My dad put our only TV out with the trash because it would not turn on. It was a tube B&W model and I fixed it by soldering the power cord directly to the chassis, bypassing a bad connector on the rear panel. I put it in my bedroom and claimed it as mine since it was in the trash. My dad let me keep it for a couple days until my 5 siblings complained. I was 10 at the time.
The only game I had in middle school for PC that wasn't education focused was Star Wars Empire at War. I ended up learning how to modify the files to change things like unit stats, unit cap, faction, etc.
In particular I remember deciding that every space ship should be it's own unit instead of the squad being a unit and ramping the unit cap up to a crazy high number then having giant space battles. Also I really liked the pirate units so I think I gave those to both the Empire and the Rebels.
Early in my computer education at high school, I took a PET maze generator from one game, It was in ML and I didn't know ML, only the SYS to start it and how to use the ML monitor to SAVE the game to preserve the code. Added in a 4 way scrolling type-in ML routine from a magazine, and some BASIC game code which created a moving maze game where the maze moved around the stationary player.
I don't know if this qualifies as hack, but as a kid I was pretty proud about changing the code of qbasic's nibble.bas to get infinite lives. If I remember correctly it lead to some further experiments (snake's length, level editing) and eventually I managed to break it completely.
Modifying strings in the GUI using ResEdit back in the Mac OS 7-9 days. It was quite fun to change the title of a scoreboard to your name or increase a default variable size.
One that sticks with me the most early on was very simple but inspiring. Using a hole punch to turn a single sided floppy disk into a double sided at a time when double sided cost more.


# ABOUT THIS TASK
In the records, find each line where "item" occurs, and copy it.

───── SUPPLIED ENTRIES

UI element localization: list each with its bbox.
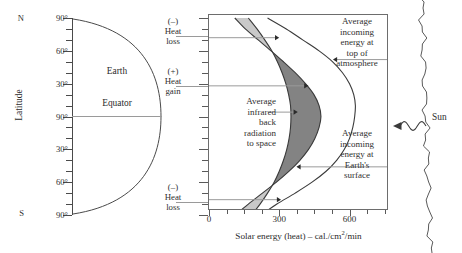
chart-y-tick <box>199 149 208 150</box>
latitude-axis-title: Latitude <box>14 75 24 135</box>
chart-y-tick <box>199 182 208 183</box>
chart-y-tick <box>202 29 208 30</box>
chart-y-tick <box>202 193 208 194</box>
hemisphere-marker-north: N <box>8 13 24 23</box>
heat-line1: Heat <box>152 76 194 86</box>
chart-x-tick <box>244 210 245 214</box>
heat-sign: (–) <box>152 182 194 192</box>
chart-y-tick <box>199 18 208 19</box>
heat-line1: Heat <box>152 26 194 36</box>
equator-label: Equator <box>78 98 156 108</box>
chart-y-tick <box>202 204 208 205</box>
heat-line2: gain <box>152 86 194 96</box>
heat-sign: (+) <box>152 66 194 76</box>
chart-y-tick <box>202 106 208 107</box>
region-heat-loss-south <box>235 186 272 209</box>
heat-line1: Heat <box>152 192 194 202</box>
chart-y-tick <box>202 160 208 161</box>
sun-ray-wave-arrow <box>400 122 426 131</box>
equator-line <box>72 116 162 117</box>
superscript-two: 2 <box>342 229 345 236</box>
latitude-tick-label: 90° <box>26 13 68 23</box>
chart-x-tick-label: 600 <box>330 214 370 224</box>
annotation-top-of-atmosphere: Averageincomingenergy attop ofatmosphere <box>326 16 388 69</box>
latitude-tick-label: 90° <box>26 112 68 122</box>
hemisphere-marker-south: S <box>8 208 24 218</box>
annotation-earth-surface: Averageincomingenergy atEarth'ssurface <box>326 128 388 181</box>
heat-line2: loss <box>152 36 194 46</box>
sun-label: Sun <box>432 112 460 122</box>
chart-x-tick-label: 300 <box>259 214 299 224</box>
region-heat-gain-tropics <box>272 52 321 186</box>
heat-sign: (–) <box>152 16 194 26</box>
latitude-tick-label: 30° <box>26 144 68 154</box>
sun-edge-wavy-line <box>418 0 433 253</box>
chart-y-tick <box>202 138 208 139</box>
sun-ray-arrowhead <box>393 122 402 130</box>
chart-x-axis-title: Solar energy (heat) – cal./cm2/min <box>196 229 401 241</box>
chart-y-tick <box>202 171 208 172</box>
chart-y-tick <box>202 40 208 41</box>
chart-x-tick <box>385 210 386 214</box>
arrowhead <box>296 164 300 169</box>
arrowhead <box>275 35 279 40</box>
chart-y-tick <box>202 127 208 128</box>
chart-y-tick <box>202 62 208 63</box>
latitude-tick-label: 60° <box>26 177 68 187</box>
sun-graphic <box>392 0 462 253</box>
heat-annotation-gain: (+) Heat gain <box>152 66 194 96</box>
latitude-tick-label: 30° <box>26 79 68 89</box>
chart-y-tick <box>199 117 208 118</box>
heat-annotation-south-loss: (–) Heat loss <box>152 182 194 212</box>
chart-x-tick-label: 0 <box>189 214 229 224</box>
heat-line2: loss <box>152 202 194 212</box>
chart-x-tick <box>314 210 315 214</box>
chart-y-tick <box>202 73 208 74</box>
latitude-tick-label: 90° <box>26 210 68 220</box>
heat-annotation-north-loss: (–) Heat loss <box>152 16 194 46</box>
earth-label: Earth <box>80 66 154 76</box>
chart-y-tick <box>199 51 208 52</box>
annotation-infrared-back-radiation: Averageinfraredbackradiationto space <box>214 96 276 149</box>
figure-root: Latitude 90°60°30°90°30°60°90° N S Earth… <box>0 0 462 253</box>
chart-y-tick <box>199 84 208 85</box>
chart-y-tick <box>202 95 208 96</box>
latitude-tick-label: 60° <box>26 46 68 56</box>
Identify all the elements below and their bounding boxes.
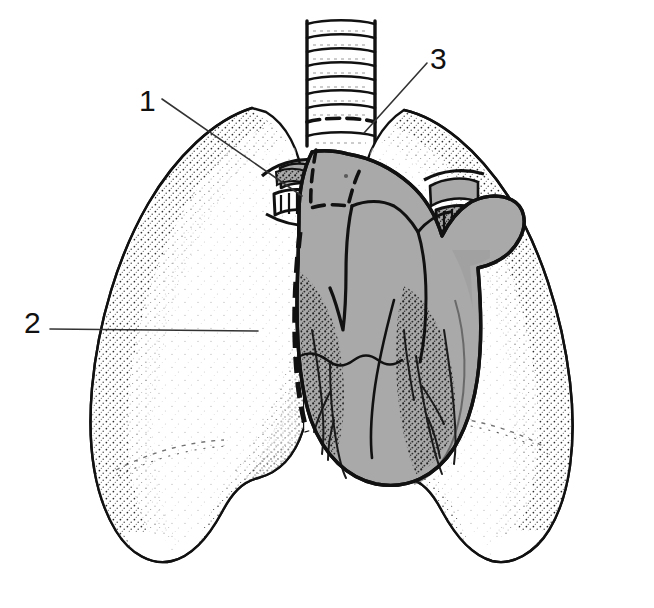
callout-label-3: 3 [430, 44, 447, 74]
anatomy-figure: 1 2 3 [0, 0, 654, 608]
callout-label-1: 1 [139, 86, 156, 116]
callout-label-2: 2 [24, 308, 41, 338]
anatomy-illustration [0, 0, 654, 608]
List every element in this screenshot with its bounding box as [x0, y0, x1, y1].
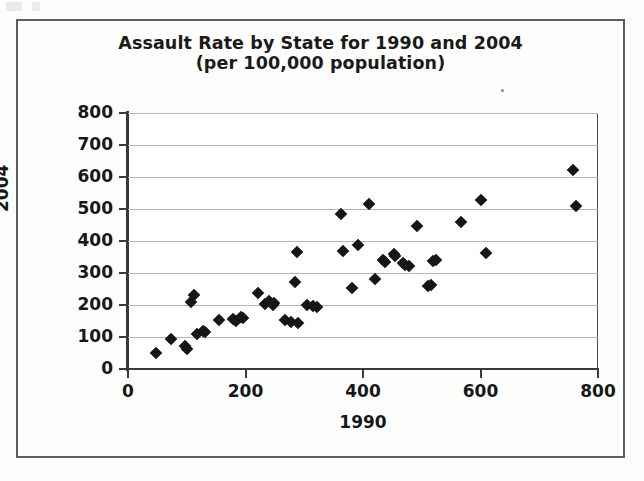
x-axis-title: 1990 — [283, 412, 443, 432]
y-axis-tick-label: 100 — [55, 326, 113, 346]
x-axis-tick — [362, 369, 364, 378]
y-axis-tick — [119, 176, 128, 178]
x-axis-tick — [127, 369, 129, 378]
gridline — [128, 241, 598, 242]
x-axis-tick-label: 400 — [333, 381, 393, 401]
chart-title-line-2: (per 100,000 population) — [16, 53, 625, 73]
x-axis-tick-label: 0 — [98, 381, 158, 401]
gridline — [128, 209, 598, 210]
x-axis-tick — [245, 369, 247, 378]
x-axis-tick-label: 800 — [568, 381, 628, 401]
y-axis-tick-label: 200 — [55, 294, 113, 314]
scan-artifact — [6, 2, 52, 11]
y-axis-title: 2004 — [0, 165, 12, 212]
chart-title-line-1: Assault Rate by State for 1990 and 2004 — [16, 33, 625, 53]
x-axis-tick-label: 600 — [451, 381, 511, 401]
scanned-page-background: Assault Rate by State for 1990 and 2004 … — [0, 0, 644, 481]
gridline — [128, 113, 598, 114]
y-axis-tick — [119, 112, 128, 114]
y-axis-tick-label: 500 — [55, 198, 113, 218]
y-axis-tick — [119, 208, 128, 210]
y-axis-tick-label: 300 — [55, 262, 113, 282]
y-axis-tick — [119, 336, 128, 338]
gridline — [128, 145, 598, 146]
chart-title: Assault Rate by State for 1990 and 2004 … — [16, 33, 625, 74]
y-axis-tick — [119, 272, 128, 274]
y-axis-tick-label: 600 — [55, 166, 113, 186]
y-axis-tick — [119, 144, 128, 146]
y-axis-tick-label: 400 — [55, 230, 113, 250]
y-axis-tick — [119, 240, 128, 242]
speck-artifact — [501, 89, 504, 92]
x-axis-tick — [480, 369, 482, 378]
x-axis-tick-label: 200 — [216, 381, 276, 401]
gridline — [128, 177, 598, 178]
gridline — [128, 273, 598, 274]
y-axis-tick-label: 700 — [55, 134, 113, 154]
y-axis-tick — [119, 304, 128, 306]
y-axis-tick-label: 800 — [55, 102, 113, 122]
y-axis-tick-label: 0 — [55, 358, 113, 378]
x-axis-tick — [597, 369, 599, 378]
gridline — [128, 305, 598, 306]
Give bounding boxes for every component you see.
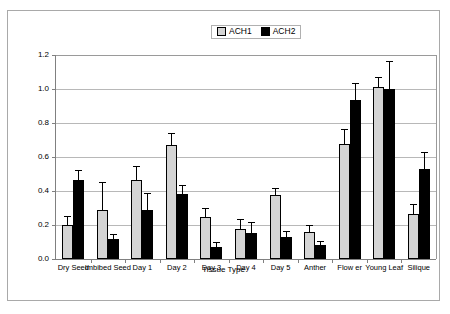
y-tick-label: 0.6 xyxy=(23,152,49,161)
y-tick-label: 1.2 xyxy=(23,50,49,59)
chart-frame: ACH1 ACH2 Relative Expression 0.00.20.40… xyxy=(7,10,440,301)
bar-ach1 xyxy=(304,232,315,259)
error-bar xyxy=(344,130,345,144)
bar-ach1 xyxy=(270,195,281,259)
error-bar-cap xyxy=(213,242,220,243)
bar-ach2 xyxy=(315,245,326,259)
bar-slot xyxy=(315,55,326,259)
error-bar xyxy=(147,194,148,210)
error-bar xyxy=(102,183,103,209)
bar-ach1 xyxy=(373,87,384,259)
plot-right-edge xyxy=(436,55,437,259)
chart-legend: ACH1 ACH2 xyxy=(211,25,301,39)
bar-slot xyxy=(270,55,281,259)
legend-label-ach2: ACH2 xyxy=(273,27,296,36)
legend-label-ach1: ACH1 xyxy=(229,27,252,36)
y-tick-mark xyxy=(52,259,56,260)
bar-ach1 xyxy=(235,229,246,259)
bar-ach2 xyxy=(73,180,84,259)
error-bar-cap xyxy=(352,83,359,84)
bar-ach2 xyxy=(246,233,257,259)
error-bar xyxy=(205,209,206,217)
y-tick-label: 0.8 xyxy=(23,118,49,127)
bar-group xyxy=(367,55,402,259)
error-bar-cap xyxy=(272,188,279,189)
plot-inner: 0.00.20.40.60.81.01.2Dry SeedImbibed See… xyxy=(56,55,436,259)
error-bar-cap xyxy=(64,216,71,217)
bar-slot xyxy=(166,55,177,259)
bar-ach2 xyxy=(177,194,188,259)
bar-slot xyxy=(350,55,361,259)
bar-group xyxy=(332,55,367,259)
bar-slot xyxy=(419,55,430,259)
bar-ach1 xyxy=(166,145,177,259)
error-bar-cap xyxy=(375,77,382,78)
bar-group xyxy=(194,55,229,259)
error-bar xyxy=(424,153,425,169)
bar-slot xyxy=(131,55,142,259)
error-bar-cap xyxy=(341,129,348,130)
bar-group xyxy=(56,55,91,259)
error-bar xyxy=(378,78,379,87)
bar-slot xyxy=(384,55,395,259)
bar-slot xyxy=(246,55,257,259)
error-bar xyxy=(389,62,390,89)
bar-ach1 xyxy=(62,225,73,259)
bar-slot xyxy=(177,55,188,259)
bar-ach1 xyxy=(200,217,211,260)
legend-item-ach2: ACH2 xyxy=(261,27,296,36)
error-bar xyxy=(171,134,172,145)
error-bar xyxy=(78,171,79,180)
legend-item-ach1: ACH1 xyxy=(217,27,252,36)
bar-ach2 xyxy=(281,237,292,259)
error-bar xyxy=(182,186,183,194)
error-bar-cap xyxy=(317,241,324,242)
error-bar xyxy=(320,242,321,245)
error-bar-cap xyxy=(179,185,186,186)
bar-ach2 xyxy=(384,89,395,259)
bar-slot xyxy=(200,55,211,259)
error-bar xyxy=(67,217,68,225)
error-bar-cap xyxy=(421,152,428,153)
error-bar xyxy=(309,226,310,232)
bar-slot xyxy=(62,55,73,259)
bar-ach2 xyxy=(419,169,430,259)
bar-group xyxy=(401,55,436,259)
bar-slot xyxy=(304,55,315,259)
bar-ach2 xyxy=(211,247,222,259)
error-bar-cap xyxy=(248,222,255,223)
y-tick-label: 0.2 xyxy=(23,220,49,229)
bar-group xyxy=(125,55,160,259)
y-tick-label: 0.4 xyxy=(23,186,49,195)
error-bar-cap xyxy=(75,170,82,171)
bar-slot xyxy=(108,55,119,259)
error-bar xyxy=(355,84,356,100)
bar-group xyxy=(229,55,264,259)
error-bar-cap xyxy=(306,225,313,226)
bar-group xyxy=(298,55,333,259)
legend-swatch-icon-ach2 xyxy=(261,27,270,36)
error-bar xyxy=(216,243,217,247)
error-bar xyxy=(413,205,414,214)
error-bar-cap xyxy=(110,234,117,235)
bar-slot xyxy=(235,55,246,259)
bar-slot xyxy=(281,55,292,259)
error-bar-cap xyxy=(410,204,417,205)
error-bar xyxy=(136,167,137,180)
bar-slot xyxy=(408,55,419,259)
bar-ach1 xyxy=(97,210,108,259)
y-tick-label: 0.0 xyxy=(23,254,49,263)
bar-slot xyxy=(142,55,153,259)
error-bar xyxy=(275,189,276,195)
error-bar-cap xyxy=(237,219,244,220)
error-bar-cap xyxy=(144,193,151,194)
error-bar xyxy=(251,223,252,232)
legend-swatch-icon-ach1 xyxy=(217,27,226,36)
bar-ach1 xyxy=(339,144,350,259)
error-bar-cap xyxy=(99,182,106,183)
bar-ach2 xyxy=(350,100,361,259)
plot-area: 0.00.20.40.60.81.01.2Dry SeedImbibed See… xyxy=(55,55,436,260)
error-bar-cap xyxy=(133,166,140,167)
bar-slot xyxy=(97,55,108,259)
bar-ach1 xyxy=(131,180,142,259)
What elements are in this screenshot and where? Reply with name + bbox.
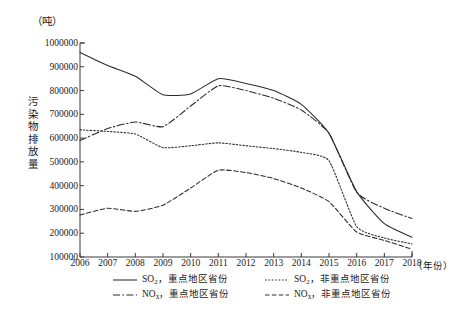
legend-label-3: NOx，非重点地区省份: [294, 287, 391, 302]
legend-row: SO2，重点地区省份SO2，非重点地区省份: [112, 272, 432, 287]
emissions-line-chart: （吨） 污染物排放量 10000020000030000040000050000…: [0, 0, 461, 314]
legend-line-swatch-icon: [112, 276, 138, 284]
legend-item-0[interactable]: SO2，重点地区省份: [112, 272, 264, 288]
legend-item-2[interactable]: NOx，重点地区省份: [112, 287, 264, 302]
legend-label-1: SO2，非重点地区省份: [294, 272, 390, 288]
legend-label-2: NOx，重点地区省份: [142, 287, 229, 302]
legend-item-3[interactable]: NOx，非重点地区省份: [264, 287, 391, 302]
axis-frame: [80, 43, 412, 257]
series-line-0: [80, 53, 412, 238]
legend-row: NOx，重点地区省份NOx，非重点地区省份: [112, 287, 432, 302]
plot-area: [0, 0, 461, 314]
legend-line-swatch-icon: [112, 291, 138, 299]
legend-label-0: SO2，重点地区省份: [142, 272, 228, 288]
legend-line-swatch-icon: [264, 276, 290, 284]
legend-line-swatch-icon: [264, 291, 290, 299]
series-line-1: [80, 130, 412, 244]
legend-item-1[interactable]: SO2，非重点地区省份: [264, 272, 390, 288]
chart-legend: SO2，重点地区省份SO2，非重点地区省份NOx，重点地区省份NOx，非重点地区…: [112, 272, 432, 302]
series-line-3: [80, 170, 412, 249]
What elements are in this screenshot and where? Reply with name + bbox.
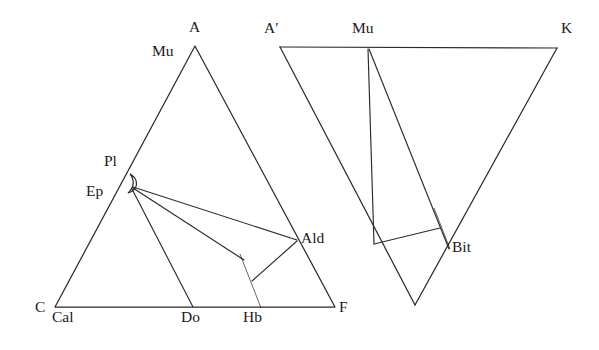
label-vertex-K: K <box>561 19 573 36</box>
akf-top-edge <box>280 47 557 48</box>
tieline-ald-hb <box>252 241 297 281</box>
label-vertex-F: F <box>339 298 348 315</box>
label-point-hb: Hb <box>243 308 262 325</box>
label-vertex-A: A <box>189 18 201 35</box>
label-point-mu-right: Mu <box>352 19 374 36</box>
chemographic-diagram-figure: A C F Mu Pl Ep Ald Cal Do Hb <box>0 0 599 350</box>
akf-right-edge <box>415 48 557 305</box>
left-panel-acf-triangle: A C F Mu Pl Ep Ald Cal Do Hb <box>35 18 348 325</box>
tieline-ep-ald <box>133 187 297 240</box>
label-point-pl: Pl <box>104 152 117 169</box>
hb-solid-solution-bar <box>240 254 261 308</box>
label-point-bit: Bit <box>452 238 472 255</box>
tieline-mu-vertical <box>368 49 374 244</box>
tieline-node-bit <box>374 228 440 244</box>
label-point-cal: Cal <box>52 308 74 325</box>
label-point-ep: Ep <box>86 182 103 199</box>
label-point-do: Do <box>181 308 200 325</box>
figure-canvas: A C F Mu Pl Ep Ald Cal Do Hb <box>0 0 599 350</box>
label-vertex-C: C <box>35 298 45 315</box>
label-point-mu-left: Mu <box>152 42 174 59</box>
label-vertex-A-prime: A′ <box>264 19 279 36</box>
akf-left-edge <box>280 47 415 305</box>
tieline-mu-bit <box>369 49 449 249</box>
acf-triangle-outline <box>55 46 335 307</box>
label-point-ald: Ald <box>301 229 325 246</box>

──────────

# TASK RESPONSE
legend-item-ach2: ACH2 xyxy=(261,27,296,36)
legend-item-ach1: ACH1 xyxy=(217,27,252,36)
legend-item-0[interactable]: SO2，重点地区省份: [112, 272, 264, 288]
legend-item-2[interactable]: NOx，重点地区省份: [112, 287, 264, 302]
legend-item-3[interactable]: NOx，非重点地区省份: [264, 287, 391, 302]
legend-item-1[interactable]: SO2，非重点地区省份: [264, 272, 390, 288]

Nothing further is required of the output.